Hope all is well with you,
Julian
Wonderful to read these evocative descriptions that these over-looked places deserve. The quality of light that can only exist in these places is reflected in the poetry of your writing- luminous comes to mind. Once again the photagraphs are more than mere illustrations.
Love
Sid
Thanks for the good words, Sid. You would have enjoyed the journey, that’s for sure. All that light piling up in the skies and swift shifts of colour across the flats. Beautiful, mesmeric place. Looking forward to when we can next walk together, my friend.
I feel that I took each step of this journey with you, with rising anxiety about mud sucking and holding feet fast when time turns the tide. But all worthwhile for the sense of the landscape, and the history of this stone. Thank you for another wondrous story.

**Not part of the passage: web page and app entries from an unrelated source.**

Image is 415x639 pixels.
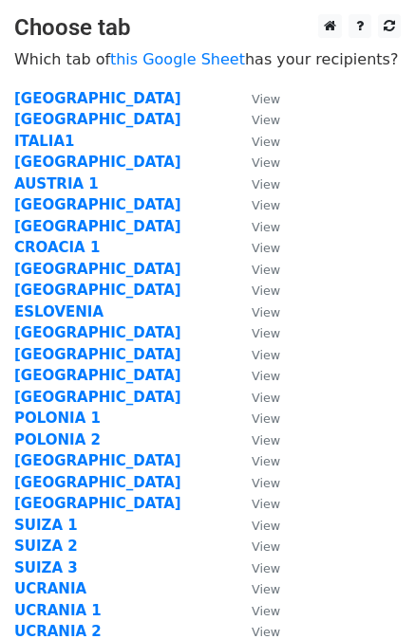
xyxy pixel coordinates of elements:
small: View [251,198,280,212]
a: View [232,538,280,555]
a: View [232,346,280,363]
a: POLONIA 2 [14,432,101,449]
a: [GEOGRAPHIC_DATA] [14,474,181,491]
a: View [232,111,280,128]
a: [GEOGRAPHIC_DATA] [14,261,181,278]
a: View [232,282,280,299]
small: View [251,454,280,469]
a: [GEOGRAPHIC_DATA] [14,218,181,235]
small: View [251,582,280,597]
small: View [251,177,280,192]
small: View [251,348,280,362]
small: View [251,625,280,639]
a: ESLOVENIA [14,304,103,321]
a: View [232,452,280,470]
a: View [232,239,280,256]
small: View [251,434,280,448]
a: [GEOGRAPHIC_DATA] [14,154,181,171]
a: [GEOGRAPHIC_DATA] [14,495,181,512]
small: View [251,369,280,383]
small: View [251,562,280,576]
small: View [251,540,280,554]
small: View [251,305,280,320]
small: View [251,113,280,127]
a: [GEOGRAPHIC_DATA] [14,282,181,299]
a: POLONIA 1 [14,410,101,427]
a: [GEOGRAPHIC_DATA] [14,111,181,128]
a: View [232,410,280,427]
a: View [232,389,280,406]
a: AUSTRIA 1 [14,175,99,193]
a: View [232,367,280,384]
a: this Google Sheet [110,50,245,68]
a: [GEOGRAPHIC_DATA] [14,452,181,470]
a: [GEOGRAPHIC_DATA] [14,367,181,384]
a: UCRANIA [14,581,86,598]
a: View [232,602,280,619]
a: UCRANIA 1 [14,602,102,619]
a: View [232,324,280,342]
small: View [251,497,280,511]
small: View [251,156,280,170]
a: SUIZA 2 [14,538,78,555]
small: View [251,391,280,405]
small: View [251,241,280,255]
a: View [232,495,280,512]
small: View [251,476,280,490]
a: View [232,261,280,278]
a: View [232,175,280,193]
a: SUIZA 1 [14,517,78,534]
a: SUIZA 3 [14,560,78,577]
a: View [232,474,280,491]
a: View [232,304,280,321]
a: [GEOGRAPHIC_DATA] [14,90,181,107]
a: View [232,154,280,171]
a: View [232,560,280,577]
a: View [232,218,280,235]
small: View [251,220,280,234]
a: View [232,90,280,107]
small: View [251,92,280,106]
small: View [251,135,280,149]
small: View [251,263,280,277]
small: View [251,326,280,341]
a: [GEOGRAPHIC_DATA] [14,389,181,406]
a: ITALIA1 [14,133,74,150]
strong: [GEOGRAPHIC_DATA] [14,196,181,213]
a: [GEOGRAPHIC_DATA] [14,346,181,363]
small: View [251,604,280,618]
small: View [251,412,280,426]
a: View [232,133,280,150]
small: View [251,284,280,298]
a: View [232,517,280,534]
a: View [232,581,280,598]
small: View [251,519,280,533]
a: [GEOGRAPHIC_DATA] [14,324,181,342]
p: Which tab of has your recipients? [14,49,400,69]
a: CROACIA 1 [14,239,100,256]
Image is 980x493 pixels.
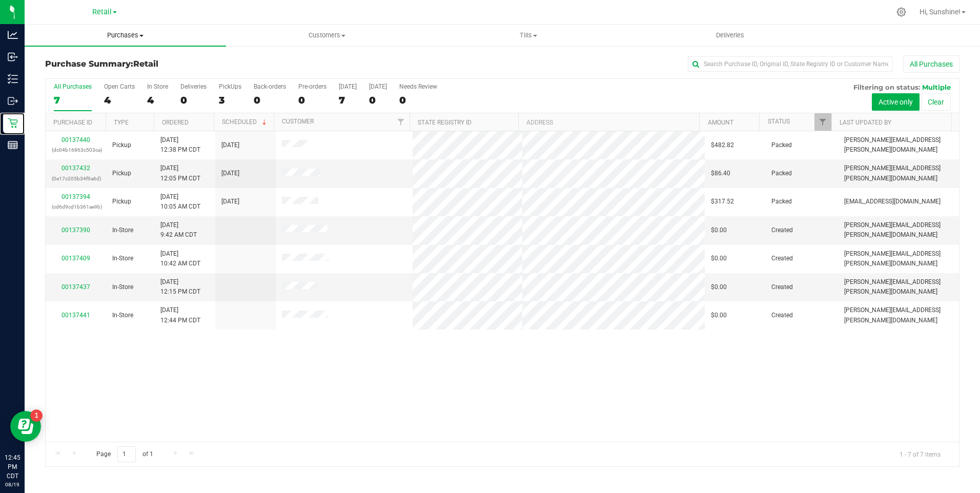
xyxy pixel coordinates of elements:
div: Pre-orders [299,83,326,90]
p: (0e17c205b34f9a6d) [52,174,100,183]
span: $317.52 [711,197,734,206]
span: [DATE] 12:15 PM CDT [160,277,200,297]
span: Filtering on status: [853,83,920,91]
div: 0 [399,94,437,106]
span: Purchases [24,31,226,40]
div: 4 [104,94,135,106]
div: 7 [54,94,92,106]
span: $86.40 [711,169,730,179]
span: Packed [771,140,792,150]
iframe: Resource center unread badge [30,410,42,422]
span: Pickup [113,169,131,179]
a: Purchases [24,24,226,46]
span: $0.00 [711,254,727,264]
inline-svg: Outbound [7,96,18,106]
a: 00137437 [61,283,90,291]
div: [DATE] [339,83,357,90]
span: In-Store [113,254,133,264]
span: Retail [133,59,158,69]
span: Tills [429,31,629,40]
input: 1 [117,446,135,463]
span: $482.82 [711,140,734,150]
a: 00137432 [61,165,90,172]
div: Open Carts [104,83,135,90]
a: Last Updated By [839,119,891,126]
a: Ordered [162,119,189,126]
span: 1 - 7 of 7 items [891,446,948,462]
span: Created [771,283,793,292]
div: PickUps [219,83,241,90]
span: $0.00 [711,226,727,235]
span: Page of 1 [88,446,162,463]
a: 00137390 [61,227,90,234]
a: Type [114,119,129,126]
span: [PERSON_NAME][EMAIL_ADDRESS][PERSON_NAME][DOMAIN_NAME] [844,164,952,183]
p: 12:45 PM CDT [5,453,20,481]
button: All Purchases [903,55,959,73]
span: $0.00 [711,311,727,320]
div: Manage settings [895,7,908,17]
inline-svg: Reports [7,140,18,150]
a: Filter [814,113,831,131]
span: In-Store [113,226,133,235]
span: [DATE] [221,140,239,150]
span: [EMAIL_ADDRESS][DOMAIN_NAME] [844,197,940,206]
span: Pickup [113,140,131,150]
span: Created [771,311,793,320]
span: [PERSON_NAME][EMAIL_ADDRESS][PERSON_NAME][DOMAIN_NAME] [844,250,952,268]
span: [PERSON_NAME][EMAIL_ADDRESS][PERSON_NAME][DOMAIN_NAME] [844,221,952,240]
a: Amount [708,119,733,126]
button: Active only [871,93,919,111]
span: Pickup [113,197,131,206]
span: [DATE] [221,197,239,206]
span: [DATE] 12:38 PM CDT [160,136,200,155]
a: Scheduled [222,119,268,125]
div: Back-orders [253,83,286,90]
span: [DATE] [221,169,239,179]
span: Hi, Sunshine! [919,7,960,16]
a: Tills [428,24,630,46]
a: 00137394 [61,194,90,200]
div: 0 [299,94,326,106]
span: In-Store [113,283,133,292]
inline-svg: Inventory [7,74,18,84]
span: Deliveries [702,31,758,40]
div: 0 [181,94,206,106]
span: Customers [226,31,427,40]
a: 00137441 [61,312,90,319]
span: [DATE] 10:05 AM CDT [160,192,200,212]
div: All Purchases [54,83,92,90]
div: In Store [147,83,168,90]
a: Deliveries [630,24,830,46]
div: 4 [147,94,168,106]
span: [PERSON_NAME][EMAIL_ADDRESS][PERSON_NAME][DOMAIN_NAME] [844,277,952,297]
span: $0.00 [711,283,727,292]
div: 7 [339,94,357,106]
input: Search Purchase ID, Original ID, State Registry ID or Customer Name... [687,57,892,71]
p: 08/19 [5,481,20,489]
span: [PERSON_NAME][EMAIL_ADDRESS][PERSON_NAME][DOMAIN_NAME] [844,306,952,325]
a: Status [768,118,790,125]
span: In-Store [113,311,133,320]
div: 0 [253,94,286,106]
span: Packed [771,197,792,206]
div: Needs Review [399,83,437,90]
span: Multiple [922,83,950,91]
inline-svg: Inbound [7,52,18,62]
div: Deliveries [181,83,206,90]
span: [DATE] 12:44 PM CDT [160,306,200,325]
span: Created [771,254,793,264]
span: Retail [92,7,112,16]
p: (cd6d9cd1b361ae9b) [52,202,100,212]
span: Created [771,226,793,235]
div: 0 [369,94,387,106]
span: Packed [771,169,792,179]
h3: Purchase Summary: [45,59,350,69]
a: State Registry ID [418,119,472,126]
a: Purchase ID [53,119,92,126]
inline-svg: Retail [7,118,18,128]
inline-svg: Analytics [7,30,18,40]
span: [DATE] 10:42 AM CDT [160,250,200,268]
div: [DATE] [369,83,387,90]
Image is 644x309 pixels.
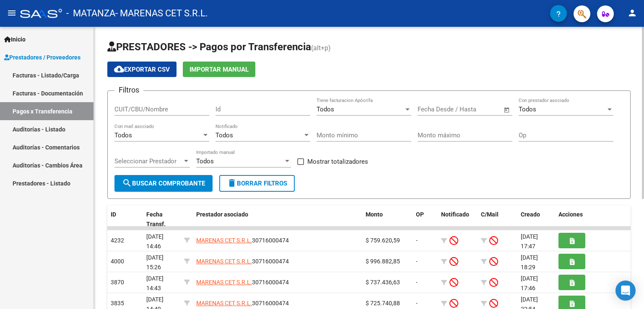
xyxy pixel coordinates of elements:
[4,35,26,44] span: Inicio
[521,211,540,218] span: Creado
[441,211,469,218] span: Notificado
[193,206,362,233] datatable-header-cell: Prestador asociado
[559,211,583,218] span: Acciones
[502,105,512,115] button: Open calendar
[107,206,143,233] datatable-header-cell: ID
[478,206,517,233] datatable-header-cell: C/Mail
[365,300,400,307] span: $ 725.740,88
[517,206,555,233] datatable-header-cell: Creado
[196,237,289,244] span: 30716000474
[143,206,181,233] datatable-header-cell: Fecha Transf.
[196,158,214,165] span: Todos
[111,258,124,265] span: 4000
[146,233,164,250] span: [DATE] 14:46
[307,157,368,167] span: Mostrar totalizadores
[115,158,182,165] span: Seleccionar Prestador
[196,258,252,265] span: MARENAS CET S.R.L.
[146,254,164,271] span: [DATE] 15:26
[227,178,237,188] mat-icon: delete
[215,131,233,139] span: Todos
[4,53,81,62] span: Prestadores / Proveedores
[115,175,213,192] button: Buscar Comprobante
[107,62,177,77] button: Exportar CSV
[183,62,255,77] button: Importar Manual
[416,211,424,218] span: OP
[519,106,536,113] span: Todos
[196,300,289,307] span: 30716000474
[7,8,17,18] mat-icon: menu
[115,131,132,139] span: Todos
[189,66,248,73] span: Importar Manual
[196,279,252,286] span: MARENAS CET S.R.L.
[115,84,143,96] h3: Filtros
[311,44,331,52] span: (alt+p)
[122,180,205,187] span: Buscar Comprobante
[196,258,289,265] span: 30716000474
[196,300,252,307] span: MARENAS CET S.R.L.
[219,175,295,192] button: Borrar Filtros
[122,178,132,188] mat-icon: search
[416,258,417,265] span: -
[365,258,400,265] span: $ 996.882,85
[615,281,636,301] div: Open Intercom Messenger
[111,300,124,307] span: 3835
[196,237,252,244] span: MARENAS CET S.R.L.
[146,211,165,228] span: Fecha Transf.
[627,8,637,18] mat-icon: person
[521,276,538,292] span: [DATE] 17:46
[111,279,124,286] span: 3870
[365,279,400,286] span: $ 737.436,63
[521,233,538,250] span: [DATE] 17:47
[362,206,413,233] datatable-header-cell: Monto
[521,254,538,271] span: [DATE] 18:29
[227,180,287,187] span: Borrar Filtros
[365,211,383,218] span: Monto
[114,66,170,73] span: Exportar CSV
[416,300,417,307] span: -
[196,211,248,218] span: Prestador asociado
[459,106,500,113] input: Fecha fin
[413,206,438,233] datatable-header-cell: OP
[416,279,417,286] span: -
[438,206,478,233] datatable-header-cell: Notificado
[196,279,289,286] span: 30716000474
[416,237,417,244] span: -
[146,276,164,292] span: [DATE] 14:43
[114,64,124,74] mat-icon: cloud_download
[111,211,116,218] span: ID
[111,237,124,244] span: 4232
[116,4,208,23] span: - MARENAS CET S.R.L.
[481,211,498,218] span: C/Mail
[316,106,334,113] span: Todos
[365,237,400,244] span: $ 759.620,59
[555,206,630,233] datatable-header-cell: Acciones
[107,41,311,53] span: PRESTADORES -> Pagos por Transferencia
[417,106,451,113] input: Fecha inicio
[66,4,116,23] span: - MATANZA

So delighted to hear that it felt as though you were following along, Janet! Many thanks for your lovely comment, and for taking this journey across the sands. I love your phrase, “when time turns the tide.” Beautiful…
You didn’t have a chance. With sea and stone and history reaching out, you were lost in a grip that was full of dark, ancient beauty.
When I walked among the castles of Wales and Western England, I marveled at the steps made round and smooth by…whom? It was delicious food for thought as I climbed higher and higher.
So true, Aubrey. And all that stone you saw in your travels, made smooth by centuries of footsteps. There is the real history of the land, in the unsung men and women who travelled those paths before you.
A French student asked me a week ago what the English equivalent was for the mix of fresh and sea water and I confessed to not knowing. A few days later I saw a wonderful gallery of pictures in the Guardian of a female freediver
and a mention of the elusive word “halocline” that misty bend of salt and freshwater.
Thank you for sharing your journey to the halocline.
Thanks for sharing these stunning images, Claire. Such light and grace. i can only imagine the clear descent. And I have to confess that ‘halocline’ is new to me as well. That “misty blend” reminds me of borders, where a place is neither one thing nor another, but a fusion of varying elements, so rich in possibilities.
An absorbing and beautiful journey through words and place, as always, Julian… Every word and phrase is like a best-placed footstep in the sand… I love, love your observation that the stones and markers we find on the edges speak to us in a ‘vernacular tongue.’ That they are ‘ancestral and confiding.’ Yes! That is exactly it! Exactly how their discovery makes us feel…
Thank you for taking us along with you on this wonderful exploration through landscape, nature and time…
All best wishes,
Melanie
I know that feeling of weighing the risks and benefits of a change of mind – the response to an urge to be nearer something that the original plan could grant only a glimpse in the distance. I can relate to the determination that sets in when obstacles need to be skirted, the eye always on the goal. I also feel drawn to stone – those here that have tumbled with glaciers, their edges all smoothed by the power of friction and water and time, and those pushed up from the earth by contractions of frost and thaw, as if new born.
I can only imagine however, the feeling of being in the presence of something with such historically human significance – from the grand politics of seven centuries to visceral images of the labourers who laid the ’causeway of small rocks and clinker’ and erected the succession of markers. Your evocative description, redolent with physical sensations helps me with that imagining. It brings me closer to an experience that, though only vicarious, enriches me. Thank you, Julian.